Argentinian literary star Pola Oloixarac’s new novel races from the world of 19th-century science to an ultra-surveilled near future, exploring humanity’s quest for knowledge and control, and leaping forward to the next steps in human evolution.
... often lovely and entrancing ... For being a modestly sized novel, Dark Constellations is practically galactic in the stretch of its narrative ambitions ... small observations are balanced with enormous, paradigm-defining assessments of capitalism, liberalism, technology, medical advancement; Oloixarac lays out bold but lovingly textured descriptions and diagnoses of all these things, and they nearly always sound provocative and artful ... The silly repellency of her sexual descriptions almost acts as a comic foil to the elegant profundity of her conceptual themes, but they still feel a bit like record scratches that pull the mood up short. Luckily, she’s crafted a weird and absorbing cyberpunk tale that can sustain such odd interludes. It ends a bit too abruptly, but the 'what if' tone of the conclusion is thought-provoking in its own right. Dark Constellations should find her a new audience of readers hungry for strange and all-too-plausible tales of our modern, algorithm-driven lives, but it reaffirms a stereotype about brilliant philosophical writers: They often stumble over the dirty stuff.

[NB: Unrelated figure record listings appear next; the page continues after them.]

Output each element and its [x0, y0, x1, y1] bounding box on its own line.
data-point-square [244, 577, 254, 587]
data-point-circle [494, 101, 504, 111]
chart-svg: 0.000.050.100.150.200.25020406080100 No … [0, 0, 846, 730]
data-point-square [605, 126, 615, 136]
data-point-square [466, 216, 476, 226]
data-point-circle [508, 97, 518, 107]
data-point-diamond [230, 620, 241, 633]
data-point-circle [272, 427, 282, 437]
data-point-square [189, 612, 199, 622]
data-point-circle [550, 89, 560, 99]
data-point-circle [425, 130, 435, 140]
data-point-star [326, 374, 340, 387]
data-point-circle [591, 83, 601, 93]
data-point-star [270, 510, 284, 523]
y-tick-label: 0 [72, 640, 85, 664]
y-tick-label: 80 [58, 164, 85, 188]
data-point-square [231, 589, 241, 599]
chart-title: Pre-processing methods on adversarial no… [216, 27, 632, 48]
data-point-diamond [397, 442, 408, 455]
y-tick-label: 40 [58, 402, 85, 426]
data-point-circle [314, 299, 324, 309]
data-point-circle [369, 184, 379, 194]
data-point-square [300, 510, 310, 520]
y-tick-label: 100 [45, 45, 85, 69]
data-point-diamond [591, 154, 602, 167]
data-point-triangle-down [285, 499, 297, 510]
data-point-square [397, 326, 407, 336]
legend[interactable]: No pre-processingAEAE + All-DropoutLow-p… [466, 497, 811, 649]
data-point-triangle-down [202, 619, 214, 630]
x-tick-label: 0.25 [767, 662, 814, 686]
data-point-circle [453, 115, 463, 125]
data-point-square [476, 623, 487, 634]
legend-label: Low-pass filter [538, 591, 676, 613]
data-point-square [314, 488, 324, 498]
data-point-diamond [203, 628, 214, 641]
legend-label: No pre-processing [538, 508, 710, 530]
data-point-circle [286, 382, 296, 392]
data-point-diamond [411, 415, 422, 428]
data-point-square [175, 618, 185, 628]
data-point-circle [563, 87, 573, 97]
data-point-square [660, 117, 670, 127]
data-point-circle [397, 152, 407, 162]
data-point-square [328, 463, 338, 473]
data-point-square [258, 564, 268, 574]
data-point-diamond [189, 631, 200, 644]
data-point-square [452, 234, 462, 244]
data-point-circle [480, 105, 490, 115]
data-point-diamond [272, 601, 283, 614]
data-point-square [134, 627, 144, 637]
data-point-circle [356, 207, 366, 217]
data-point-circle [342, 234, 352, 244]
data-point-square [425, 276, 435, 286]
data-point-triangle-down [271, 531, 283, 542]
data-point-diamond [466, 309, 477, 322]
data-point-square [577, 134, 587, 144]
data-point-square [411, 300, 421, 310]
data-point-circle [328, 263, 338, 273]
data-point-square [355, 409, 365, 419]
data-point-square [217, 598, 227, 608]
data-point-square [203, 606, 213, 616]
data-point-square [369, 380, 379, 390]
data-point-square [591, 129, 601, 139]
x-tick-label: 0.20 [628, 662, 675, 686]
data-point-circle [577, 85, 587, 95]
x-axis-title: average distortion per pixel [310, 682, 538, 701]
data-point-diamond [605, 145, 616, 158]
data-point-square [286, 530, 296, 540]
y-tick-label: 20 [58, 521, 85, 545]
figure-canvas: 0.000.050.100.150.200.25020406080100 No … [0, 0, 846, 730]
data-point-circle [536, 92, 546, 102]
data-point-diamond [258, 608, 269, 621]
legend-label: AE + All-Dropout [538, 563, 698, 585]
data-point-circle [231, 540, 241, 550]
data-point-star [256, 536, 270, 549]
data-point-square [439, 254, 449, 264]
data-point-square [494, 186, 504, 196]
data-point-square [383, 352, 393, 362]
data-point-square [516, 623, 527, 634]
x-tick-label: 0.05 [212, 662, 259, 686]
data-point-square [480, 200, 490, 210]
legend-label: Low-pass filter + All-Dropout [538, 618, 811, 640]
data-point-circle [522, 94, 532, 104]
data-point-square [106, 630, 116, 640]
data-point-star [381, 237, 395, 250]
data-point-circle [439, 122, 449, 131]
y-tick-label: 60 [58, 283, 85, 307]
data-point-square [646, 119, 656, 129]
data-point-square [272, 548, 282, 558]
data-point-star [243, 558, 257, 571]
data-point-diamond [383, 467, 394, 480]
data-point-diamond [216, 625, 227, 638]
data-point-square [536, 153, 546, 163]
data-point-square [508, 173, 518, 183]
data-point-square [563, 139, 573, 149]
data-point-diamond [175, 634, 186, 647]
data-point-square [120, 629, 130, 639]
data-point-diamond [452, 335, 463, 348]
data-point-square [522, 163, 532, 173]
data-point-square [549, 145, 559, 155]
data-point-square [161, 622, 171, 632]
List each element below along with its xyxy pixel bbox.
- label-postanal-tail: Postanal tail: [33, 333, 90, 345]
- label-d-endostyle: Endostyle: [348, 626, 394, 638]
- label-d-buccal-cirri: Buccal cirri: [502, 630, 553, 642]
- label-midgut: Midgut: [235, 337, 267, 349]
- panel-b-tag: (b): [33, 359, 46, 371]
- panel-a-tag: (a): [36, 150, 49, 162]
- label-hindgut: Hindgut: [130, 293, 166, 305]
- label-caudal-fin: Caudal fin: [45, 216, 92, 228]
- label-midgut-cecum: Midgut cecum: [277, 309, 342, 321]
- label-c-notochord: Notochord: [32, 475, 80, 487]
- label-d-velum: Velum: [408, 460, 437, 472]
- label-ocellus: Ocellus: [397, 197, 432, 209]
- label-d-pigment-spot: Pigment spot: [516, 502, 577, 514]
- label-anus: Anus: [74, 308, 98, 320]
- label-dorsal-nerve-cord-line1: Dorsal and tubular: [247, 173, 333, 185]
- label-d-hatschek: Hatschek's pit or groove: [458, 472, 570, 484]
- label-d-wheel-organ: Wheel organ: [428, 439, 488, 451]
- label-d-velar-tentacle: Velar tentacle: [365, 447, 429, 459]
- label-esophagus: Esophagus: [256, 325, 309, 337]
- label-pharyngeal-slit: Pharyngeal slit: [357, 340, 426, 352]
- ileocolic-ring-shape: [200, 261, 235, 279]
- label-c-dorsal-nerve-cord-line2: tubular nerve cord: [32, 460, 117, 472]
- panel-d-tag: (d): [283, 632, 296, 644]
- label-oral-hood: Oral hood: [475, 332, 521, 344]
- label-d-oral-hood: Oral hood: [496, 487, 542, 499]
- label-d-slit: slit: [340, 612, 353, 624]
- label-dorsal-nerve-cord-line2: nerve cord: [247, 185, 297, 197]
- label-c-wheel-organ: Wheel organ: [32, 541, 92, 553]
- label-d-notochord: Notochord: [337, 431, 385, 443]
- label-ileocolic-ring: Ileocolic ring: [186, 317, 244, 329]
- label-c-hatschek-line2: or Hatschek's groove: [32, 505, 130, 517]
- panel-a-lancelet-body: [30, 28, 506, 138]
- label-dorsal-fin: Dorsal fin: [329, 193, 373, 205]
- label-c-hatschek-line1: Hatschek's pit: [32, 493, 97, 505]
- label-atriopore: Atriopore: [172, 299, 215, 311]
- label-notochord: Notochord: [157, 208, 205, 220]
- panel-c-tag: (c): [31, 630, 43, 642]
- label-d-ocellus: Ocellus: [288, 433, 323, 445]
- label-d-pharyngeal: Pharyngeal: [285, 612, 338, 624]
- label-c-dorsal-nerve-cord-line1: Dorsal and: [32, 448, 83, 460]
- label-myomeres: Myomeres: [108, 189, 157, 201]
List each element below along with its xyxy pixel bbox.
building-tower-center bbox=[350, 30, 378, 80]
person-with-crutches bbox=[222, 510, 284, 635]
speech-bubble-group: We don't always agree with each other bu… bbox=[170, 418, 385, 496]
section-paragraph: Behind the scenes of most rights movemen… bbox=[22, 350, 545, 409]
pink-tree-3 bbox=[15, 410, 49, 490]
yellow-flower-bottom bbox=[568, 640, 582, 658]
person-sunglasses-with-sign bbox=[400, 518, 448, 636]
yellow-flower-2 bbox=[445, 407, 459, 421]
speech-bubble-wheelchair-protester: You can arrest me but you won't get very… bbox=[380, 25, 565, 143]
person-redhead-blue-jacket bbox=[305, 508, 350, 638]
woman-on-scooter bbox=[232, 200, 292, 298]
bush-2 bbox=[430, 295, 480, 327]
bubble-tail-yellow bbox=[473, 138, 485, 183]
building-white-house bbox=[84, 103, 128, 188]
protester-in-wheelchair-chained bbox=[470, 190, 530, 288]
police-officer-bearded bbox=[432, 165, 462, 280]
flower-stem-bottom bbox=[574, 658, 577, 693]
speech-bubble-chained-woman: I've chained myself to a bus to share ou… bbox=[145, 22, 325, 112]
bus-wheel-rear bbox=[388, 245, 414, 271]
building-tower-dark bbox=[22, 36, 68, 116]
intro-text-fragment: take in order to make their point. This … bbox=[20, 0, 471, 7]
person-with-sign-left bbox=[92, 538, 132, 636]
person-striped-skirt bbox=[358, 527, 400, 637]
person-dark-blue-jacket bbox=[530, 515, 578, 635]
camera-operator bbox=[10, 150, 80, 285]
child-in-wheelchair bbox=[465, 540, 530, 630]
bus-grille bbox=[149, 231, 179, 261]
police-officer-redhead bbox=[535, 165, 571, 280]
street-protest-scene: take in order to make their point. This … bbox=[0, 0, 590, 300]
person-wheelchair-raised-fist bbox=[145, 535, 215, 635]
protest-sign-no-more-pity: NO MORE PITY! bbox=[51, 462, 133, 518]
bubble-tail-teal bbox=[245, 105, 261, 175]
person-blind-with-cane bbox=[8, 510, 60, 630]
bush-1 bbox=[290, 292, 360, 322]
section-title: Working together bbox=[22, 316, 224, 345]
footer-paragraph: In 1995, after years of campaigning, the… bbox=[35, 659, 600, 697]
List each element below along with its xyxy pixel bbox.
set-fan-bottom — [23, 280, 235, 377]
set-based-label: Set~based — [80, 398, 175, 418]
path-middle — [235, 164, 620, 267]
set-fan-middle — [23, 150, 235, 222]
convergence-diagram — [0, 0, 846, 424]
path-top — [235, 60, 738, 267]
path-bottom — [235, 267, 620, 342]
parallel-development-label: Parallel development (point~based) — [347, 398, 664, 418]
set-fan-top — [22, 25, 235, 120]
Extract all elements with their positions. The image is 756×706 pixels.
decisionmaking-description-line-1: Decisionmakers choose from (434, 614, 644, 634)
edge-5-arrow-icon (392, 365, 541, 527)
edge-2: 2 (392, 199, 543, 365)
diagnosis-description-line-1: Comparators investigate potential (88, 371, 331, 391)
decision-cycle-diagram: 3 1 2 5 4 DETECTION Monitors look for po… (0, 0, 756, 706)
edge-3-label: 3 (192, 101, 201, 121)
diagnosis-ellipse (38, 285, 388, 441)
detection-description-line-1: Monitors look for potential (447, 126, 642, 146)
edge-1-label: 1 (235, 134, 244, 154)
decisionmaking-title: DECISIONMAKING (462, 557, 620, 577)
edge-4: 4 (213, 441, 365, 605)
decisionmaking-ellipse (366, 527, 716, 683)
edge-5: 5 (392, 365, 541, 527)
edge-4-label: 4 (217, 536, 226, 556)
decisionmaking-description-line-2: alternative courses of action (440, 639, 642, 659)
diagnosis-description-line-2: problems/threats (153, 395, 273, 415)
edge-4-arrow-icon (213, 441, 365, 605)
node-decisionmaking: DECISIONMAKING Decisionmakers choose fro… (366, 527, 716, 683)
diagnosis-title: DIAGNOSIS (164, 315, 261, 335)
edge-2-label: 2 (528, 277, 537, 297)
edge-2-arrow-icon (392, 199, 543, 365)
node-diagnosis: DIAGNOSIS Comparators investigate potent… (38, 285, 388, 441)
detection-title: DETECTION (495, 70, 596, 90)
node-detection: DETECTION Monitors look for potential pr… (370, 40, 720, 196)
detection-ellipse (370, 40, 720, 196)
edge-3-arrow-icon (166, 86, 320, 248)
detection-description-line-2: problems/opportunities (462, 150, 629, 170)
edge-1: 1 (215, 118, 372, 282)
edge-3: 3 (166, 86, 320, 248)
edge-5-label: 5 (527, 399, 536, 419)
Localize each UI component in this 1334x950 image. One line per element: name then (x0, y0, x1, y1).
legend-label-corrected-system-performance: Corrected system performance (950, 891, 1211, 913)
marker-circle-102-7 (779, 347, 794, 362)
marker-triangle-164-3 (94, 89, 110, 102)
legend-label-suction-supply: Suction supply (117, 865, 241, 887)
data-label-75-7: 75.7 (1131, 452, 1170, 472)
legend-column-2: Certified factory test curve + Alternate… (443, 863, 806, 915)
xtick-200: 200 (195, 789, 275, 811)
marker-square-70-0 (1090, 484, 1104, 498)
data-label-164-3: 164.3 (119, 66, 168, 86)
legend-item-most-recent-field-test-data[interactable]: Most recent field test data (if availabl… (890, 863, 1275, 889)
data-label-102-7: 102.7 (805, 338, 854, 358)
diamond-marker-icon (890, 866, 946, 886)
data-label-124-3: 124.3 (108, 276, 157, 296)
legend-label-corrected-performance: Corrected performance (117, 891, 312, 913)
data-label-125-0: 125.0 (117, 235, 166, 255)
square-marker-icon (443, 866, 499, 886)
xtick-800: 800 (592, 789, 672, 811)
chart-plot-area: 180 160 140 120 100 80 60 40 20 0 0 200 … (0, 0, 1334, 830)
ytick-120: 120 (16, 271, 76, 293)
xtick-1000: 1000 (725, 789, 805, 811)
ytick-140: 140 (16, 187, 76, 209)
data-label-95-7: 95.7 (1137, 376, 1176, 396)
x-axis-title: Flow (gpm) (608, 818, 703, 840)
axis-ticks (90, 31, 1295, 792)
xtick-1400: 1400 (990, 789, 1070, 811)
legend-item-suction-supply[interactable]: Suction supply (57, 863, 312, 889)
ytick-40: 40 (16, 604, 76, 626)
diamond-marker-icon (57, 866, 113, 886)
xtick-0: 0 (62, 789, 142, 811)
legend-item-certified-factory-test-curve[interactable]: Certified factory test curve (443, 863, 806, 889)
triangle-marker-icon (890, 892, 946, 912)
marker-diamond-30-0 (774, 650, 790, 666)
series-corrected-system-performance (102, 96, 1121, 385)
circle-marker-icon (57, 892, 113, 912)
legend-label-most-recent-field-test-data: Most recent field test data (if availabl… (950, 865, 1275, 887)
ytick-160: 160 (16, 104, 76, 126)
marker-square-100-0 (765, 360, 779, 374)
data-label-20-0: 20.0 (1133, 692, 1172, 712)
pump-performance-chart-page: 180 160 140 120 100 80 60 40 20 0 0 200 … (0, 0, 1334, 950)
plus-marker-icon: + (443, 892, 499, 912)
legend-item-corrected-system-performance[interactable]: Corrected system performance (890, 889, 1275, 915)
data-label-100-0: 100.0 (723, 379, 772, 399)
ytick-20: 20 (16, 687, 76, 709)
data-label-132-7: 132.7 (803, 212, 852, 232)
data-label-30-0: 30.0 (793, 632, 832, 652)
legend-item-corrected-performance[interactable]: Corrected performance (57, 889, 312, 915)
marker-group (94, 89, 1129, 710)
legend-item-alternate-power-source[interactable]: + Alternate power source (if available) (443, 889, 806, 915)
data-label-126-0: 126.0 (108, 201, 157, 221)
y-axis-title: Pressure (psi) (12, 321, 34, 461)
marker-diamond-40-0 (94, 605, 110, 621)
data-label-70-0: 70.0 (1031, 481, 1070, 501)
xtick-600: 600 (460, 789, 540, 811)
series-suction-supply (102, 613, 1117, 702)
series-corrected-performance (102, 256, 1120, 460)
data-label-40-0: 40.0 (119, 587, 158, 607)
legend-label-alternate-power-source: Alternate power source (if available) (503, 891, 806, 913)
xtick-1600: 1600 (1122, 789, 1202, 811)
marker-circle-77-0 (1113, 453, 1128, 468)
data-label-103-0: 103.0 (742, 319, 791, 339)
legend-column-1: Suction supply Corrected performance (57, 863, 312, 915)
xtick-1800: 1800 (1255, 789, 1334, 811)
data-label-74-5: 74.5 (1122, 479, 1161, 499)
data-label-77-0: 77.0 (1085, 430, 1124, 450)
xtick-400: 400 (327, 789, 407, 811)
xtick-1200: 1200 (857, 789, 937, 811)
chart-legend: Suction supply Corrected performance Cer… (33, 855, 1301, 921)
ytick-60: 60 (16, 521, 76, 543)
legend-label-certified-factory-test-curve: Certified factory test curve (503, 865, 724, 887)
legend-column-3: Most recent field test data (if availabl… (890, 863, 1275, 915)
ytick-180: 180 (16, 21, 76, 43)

... what the late Michael Crichton might have written if he had grown up in Argentina and fancied himself a high postmodernist ... a bland novel stuck between genres and ideas, switching between timelines ... It should be fascinating, and at times it is; it is beautifully written, the language limpid and poetic when it needs to be, sparse and rugged when the scene calls for it. But Dark Constellations is ultimately a mess of references, of tried stories, and old tropes pining in their mashedness for pastiche, but never coalescing into anything as artful and intoxicating as the mystery plant at the novel's heart ... two and a half novellas, only one of them remotely intriguing, thrown together in an e-doc and emailed directly to the printer ... the characters are lifeless and drab ... the worst of slipstream and of attempted postmodern experimentality at a time when attempts to be the Pynchon or Nabokov of the '60s are, frankly, boring. The novel does nothing—says nothing unsaid by every movie, TV show, comic book, Twitter thread, and TED Talk since the Patriot Act—and will be a critical hit all the same.
...Dark Constellations is a slim allegory written with a chat forum’s acrid wit ... [with] a provocative core idea: that colonialism was a massive invasion of privacy, and that technology is on track to rival it ... Oloixarac portrays humans as a grabby, greedy species struggling to control as much of others as possible ... The only character in Dark Constellations not interested in controlling others is Piera ... With Piera, Oloixarac seems to underscore the impossibility of stepping away from power in a world in which science overrides ethics ... Oloixarac focuses on the intellectual through line from colonization to technological domination.